European experts urge warning over new Covid mutation found in UK | World news

European experts have slammed a warning about the new slick of Covid-19 found in the UK, saying many remain unclear about the new N501Y launch and how soon it will roll out.

After 18 European countries suspended travel ties from Britain or imposed stricter quarantine requirements on Sunday night, scientists said more data were needed before firm conclusions could be drawn.

Christian Drosten, a leading German physiologist, said he thought the new pressure was already circulating in Germany, but said he was “everything but worried” about the current viral movement.

The scientific data around N501Y was not yet clear, Drosten told broadcaster Deutschlandfunk on Monday. Claims that the strain appeared to be 70% more potent than estimated for now, he said, seemed to have to be confirmed by British scientists over the course of this week.

Drosten said: “The question is: is this virus triggered by a new wave coming in the affected area? [south-east England], or is it this virus that is responsible for creating this wave in the first place? That is an important difference. ”

Drosten said the strain was found in other countries such as the Netherlands, where it did not appear to have multiplied in a much faster way. “I’m open to new scientific ideas, and in science there are always surprises, but I’m all but concerned about this,” he said.

In France, Vincent Enouf of the Institut Pasteur said that a link had not been established between the new mutation and the faster spread of the virus in Britain.

“We’re being told it’s spreading faster in parts of the UK,” Enouf told France 2 television. “But is that the result of a super-spreader spreading the virus, or the new imitation? All of this has yet to be proven. ”

The Dutch government confirmed on Sunday that an issue with the new strain had been detected in the country in early December, suggesting it may have been in the country for some time already.

But it does not yet appear to be spreading as fast in the Netherlands as in the UK, Ab Osterhaus, professor emeritus in virology at Erasmus University in Rotterdam, told the newspaper Algemeen Dagblad.

“In areas where the number of diseases is rising particularly fast, it tends to be linked to the trend,” Ostarhaus said. “But I still don’t know if that’s reasonable.”

Another infectious disease expert, Bart Haagmans from Erasmus Medical Center, said: “It is difficult to make a clear link between transplants and mutations. Is the rapid transmission due to mutation, or are other factors involved? ”


Marion Koopmans, head of the Erasmus geology department, said there were indications that the new variant could be more contagious but that more research was needed. Furthermore, she said, “Holland is already locking up. That would help prevent a rapid spread here. “

In Italy, which has also confirmed a recent N501Y mutation in a London-born woman with the highest coronavirus death rate in Europe, ministers and the media were less optimistic.

Health Minister Roberto Speranza said: “If the virus came unconsciously from Wuhan, how can we not be concerned about a new series that seems to be already in Rome, Venice and Turin?” Sole24Ore quoted his article as: “The opposite of English is frightening.”

Massimo Galli, an infectious diseases expert at the University of Milan, said it was possible “that we are facing a change that is not more dangerous, but may have a greater capacity to spread”. Further research was needed before such a claim could be confirmed, he said.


- _What to do_
Your answer must be an exact copy of the records, with no pictures included.

- _Given data_
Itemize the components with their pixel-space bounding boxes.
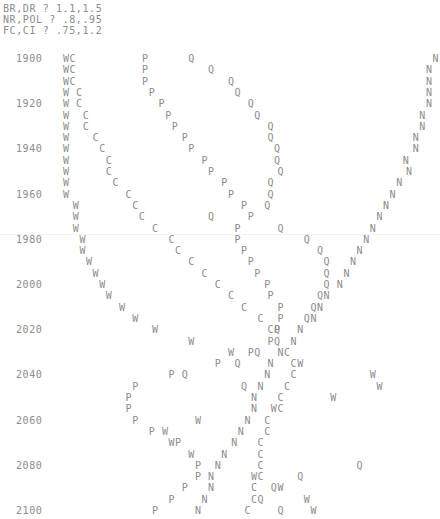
series-w-point: W: [62, 132, 69, 143]
series-c-point: C: [152, 223, 159, 234]
series-q-point: Q: [277, 166, 284, 177]
series-w-point: W: [62, 189, 69, 200]
series-n-point: N: [425, 76, 432, 87]
series-p-point: P: [208, 166, 215, 177]
series-n-point: N: [336, 279, 343, 290]
series-c-point: C: [69, 76, 76, 87]
series-w-point: W: [152, 324, 159, 335]
series-p-point: P: [188, 143, 195, 154]
series-n-point: N: [363, 234, 370, 245]
series-w-point: W: [62, 166, 69, 177]
series-n-point: N: [251, 403, 258, 414]
series-n-point: N: [356, 245, 363, 256]
series-n-point: N: [290, 336, 297, 347]
series-w-point: W: [310, 505, 317, 516]
series-q-point: Q: [227, 76, 234, 87]
series-p-point: P: [194, 471, 201, 482]
series-c-point: C: [257, 437, 264, 448]
series-c-point: C: [76, 98, 83, 109]
year-tick-label: 2020: [16, 324, 42, 335]
series-w-point: W: [227, 347, 234, 358]
series-w-point: W: [188, 336, 195, 347]
series-c-point: C: [257, 471, 264, 482]
series-w-point: W: [72, 200, 79, 211]
series-w-point: W: [297, 358, 304, 369]
series-q-point: Q: [323, 279, 330, 290]
series-c-point: C: [257, 449, 264, 460]
series-p-point: P: [148, 426, 155, 437]
series-n-point: N: [412, 143, 419, 154]
series-p-point: P: [227, 189, 234, 200]
series-w-point: W: [86, 256, 93, 267]
prompt-br-dr: BR,DR ? 1.1,1.5: [3, 3, 102, 14]
series-q-point: Q: [241, 381, 248, 392]
series-n-point: N: [396, 177, 403, 188]
series-w-point: W: [79, 234, 86, 245]
year-tick-label: 1980: [16, 234, 42, 245]
series-w-point: W: [330, 392, 337, 403]
series-q-point: Q: [297, 471, 304, 482]
series-q-point: Q: [277, 223, 284, 234]
series-q-point: Q: [270, 482, 277, 493]
series-w-point: W: [62, 121, 69, 132]
series-q-point: Q: [254, 347, 261, 358]
series-w-point: W: [303, 494, 310, 505]
series-q-point: Q: [323, 268, 330, 279]
series-p-point: P: [132, 381, 139, 392]
series-p-point: P: [142, 76, 149, 87]
series-n-point: N: [376, 211, 383, 222]
year-tick-label: 1940: [16, 143, 42, 154]
year-tick-label: 2040: [16, 369, 42, 380]
series-p-point: P: [171, 121, 178, 132]
series-n-point: N: [419, 121, 426, 132]
series-p-point: P: [247, 256, 254, 267]
series-c-point: C: [284, 381, 291, 392]
series-p-point: P: [214, 358, 221, 369]
series-w-point: W: [369, 369, 376, 380]
series-c-point: C: [257, 460, 264, 471]
series-p-point: P: [152, 505, 159, 516]
year-tick-label: 2080: [16, 460, 42, 471]
series-q-point: Q: [274, 155, 281, 166]
series-n-point: N: [383, 200, 390, 211]
series-c-point: C: [112, 177, 119, 188]
series-p-point: P: [168, 494, 175, 505]
series-q-point: Q: [274, 336, 281, 347]
series-c-point: C: [284, 347, 291, 358]
series-w-point: W: [161, 426, 168, 437]
series-n-point: N: [419, 110, 426, 121]
series-p-point: P: [254, 268, 261, 279]
prompt-nr-pol: NR,POL ? .8,.95: [3, 14, 102, 25]
series-n-point: N: [251, 392, 258, 403]
series-q-point: Q: [274, 324, 281, 335]
series-w-point: W: [92, 268, 99, 279]
series-p-point: P: [241, 245, 248, 256]
series-q-point: Q: [257, 494, 264, 505]
series-q-point: Q: [208, 64, 215, 75]
series-q-point: Q: [274, 143, 281, 154]
series-p-point: P: [165, 110, 172, 121]
series-c-point: C: [175, 245, 182, 256]
series-c-point: C: [168, 234, 175, 245]
series-n-point: N: [231, 437, 238, 448]
series-n-point: N: [221, 449, 228, 460]
series-p-point: P: [264, 279, 271, 290]
series-c-point: C: [244, 505, 251, 516]
series-p-point: P: [175, 437, 182, 448]
series-n-point: N: [257, 381, 264, 392]
series-c-point: C: [290, 358, 297, 369]
series-n-point: N: [237, 426, 244, 437]
series-c-point: C: [82, 110, 89, 121]
series-c-point: C: [201, 268, 208, 279]
series-q-point: Q: [303, 234, 310, 245]
series-c-point: C: [69, 53, 76, 64]
series-n-point: N: [317, 302, 324, 313]
year-tick-label: 2100: [16, 505, 42, 516]
series-q-point: Q: [277, 505, 284, 516]
series-n-point: N: [389, 189, 396, 200]
series-w-point: W: [105, 290, 112, 301]
series-q-point: Q: [247, 98, 254, 109]
year-tick-label: 1920: [16, 98, 42, 109]
series-c-point: C: [125, 189, 132, 200]
series-q-point: Q: [356, 460, 363, 471]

- _Exercise response_
Itemize the components with their pixel-space bounding boxes.
series-w-point: W: [62, 132, 69, 143]
series-c-point: C: [152, 223, 159, 234]
series-q-point: Q: [277, 166, 284, 177]
series-w-point: W: [62, 189, 69, 200]
series-n-point: N: [425, 76, 432, 87]
series-p-point: P: [208, 166, 215, 177]
series-n-point: N: [336, 279, 343, 290]
series-c-point: C: [69, 76, 76, 87]
series-w-point: W: [152, 324, 159, 335]
series-p-point: P: [188, 143, 195, 154]
series-n-point: N: [363, 234, 370, 245]
series-w-point: W: [62, 166, 69, 177]
series-n-point: N: [251, 403, 258, 414]
series-n-point: N: [356, 245, 363, 256]
series-n-point: N: [290, 336, 297, 347]
series-w-point: W: [310, 505, 317, 516]
series-q-point: Q: [227, 76, 234, 87]
series-p-point: P: [194, 471, 201, 482]
series-c-point: C: [257, 437, 264, 448]
series-c-point: C: [76, 98, 83, 109]
year-tick-label: 2020: [16, 324, 42, 335]
series-w-point: W: [227, 347, 234, 358]
series-w-point: W: [188, 336, 195, 347]
series-c-point: C: [257, 471, 264, 482]
series-w-point: W: [72, 200, 79, 211]
series-w-point: W: [297, 358, 304, 369]
series-q-point: Q: [323, 279, 330, 290]
series-c-point: C: [257, 449, 264, 460]
series-p-point: P: [148, 426, 155, 437]
series-n-point: N: [412, 143, 419, 154]
series-p-point: P: [227, 189, 234, 200]
series-w-point: W: [86, 256, 93, 267]
prompt-br-dr: BR,DR ? 1.1,1.5: [3, 3, 102, 14]
series-q-point: Q: [241, 381, 248, 392]
series-n-point: N: [396, 177, 403, 188]
series-w-point: W: [79, 234, 86, 245]
year-tick-label: 1980: [16, 234, 42, 245]
series-w-point: W: [330, 392, 337, 403]
series-q-point: Q: [297, 471, 304, 482]
series-q-point: Q: [277, 223, 284, 234]
series-q-point: Q: [270, 482, 277, 493]
series-w-point: W: [62, 121, 69, 132]
series-q-point: Q: [254, 347, 261, 358]
series-w-point: W: [303, 494, 310, 505]
series-q-point: Q: [323, 268, 330, 279]
series-p-point: P: [132, 381, 139, 392]
series-p-point: P: [142, 76, 149, 87]
series-n-point: N: [376, 211, 383, 222]
year-tick-label: 1940: [16, 143, 42, 154]
year-tick-label: 2040: [16, 369, 42, 380]
series-p-point: P: [171, 121, 178, 132]
series-n-point: N: [419, 121, 426, 132]
series-p-point: P: [247, 256, 254, 267]
series-c-point: C: [284, 381, 291, 392]
series-p-point: P: [214, 358, 221, 369]
series-w-point: W: [369, 369, 376, 380]
series-c-point: C: [257, 460, 264, 471]
series-p-point: P: [152, 505, 159, 516]
year-tick-label: 2080: [16, 460, 42, 471]
series-q-point: Q: [274, 155, 281, 166]
series-n-point: N: [383, 200, 390, 211]
series-c-point: C: [112, 177, 119, 188]
series-p-point: P: [168, 494, 175, 505]
series-q-point: Q: [274, 336, 281, 347]
series-c-point: C: [284, 347, 291, 358]
series-w-point: W: [161, 426, 168, 437]
series-n-point: N: [419, 110, 426, 121]
series-p-point: P: [254, 268, 261, 279]
prompt-nr-pol: NR,POL ? .8,.95: [3, 14, 102, 25]
series-n-point: N: [251, 392, 258, 403]
series-q-point: Q: [274, 324, 281, 335]
series-w-point: W: [92, 268, 99, 279]
series-p-point: P: [241, 245, 248, 256]
series-q-point: Q: [257, 494, 264, 505]
series-q-point: Q: [208, 64, 215, 75]
series-q-point: Q: [274, 143, 281, 154]
series-p-point: P: [165, 110, 172, 121]
series-c-point: C: [175, 245, 182, 256]
series-c-point: C: [168, 234, 175, 245]
series-n-point: N: [231, 437, 238, 448]
series-n-point: N: [221, 449, 228, 460]
series-p-point: P: [264, 279, 271, 290]
series-c-point: C: [244, 505, 251, 516]
series-p-point: P: [175, 437, 182, 448]
series-n-point: N: [257, 381, 264, 392]
series-c-point: C: [290, 358, 297, 369]
series-n-point: N: [237, 426, 244, 437]
series-c-point: C: [82, 110, 89, 121]
series-c-point: C: [201, 268, 208, 279]
series-q-point: Q: [303, 234, 310, 245]
series-c-point: C: [69, 53, 76, 64]
series-n-point: N: [317, 302, 324, 313]
year-tick-label: 2100: [16, 505, 42, 516]
series-q-point: Q: [277, 505, 284, 516]
series-n-point: N: [389, 189, 396, 200]
series-w-point: W: [105, 290, 112, 301]
series-q-point: Q: [247, 98, 254, 109]
year-tick-label: 1920: [16, 98, 42, 109]
series-c-point: C: [125, 189, 132, 200]
series-q-point: Q: [356, 460, 363, 471]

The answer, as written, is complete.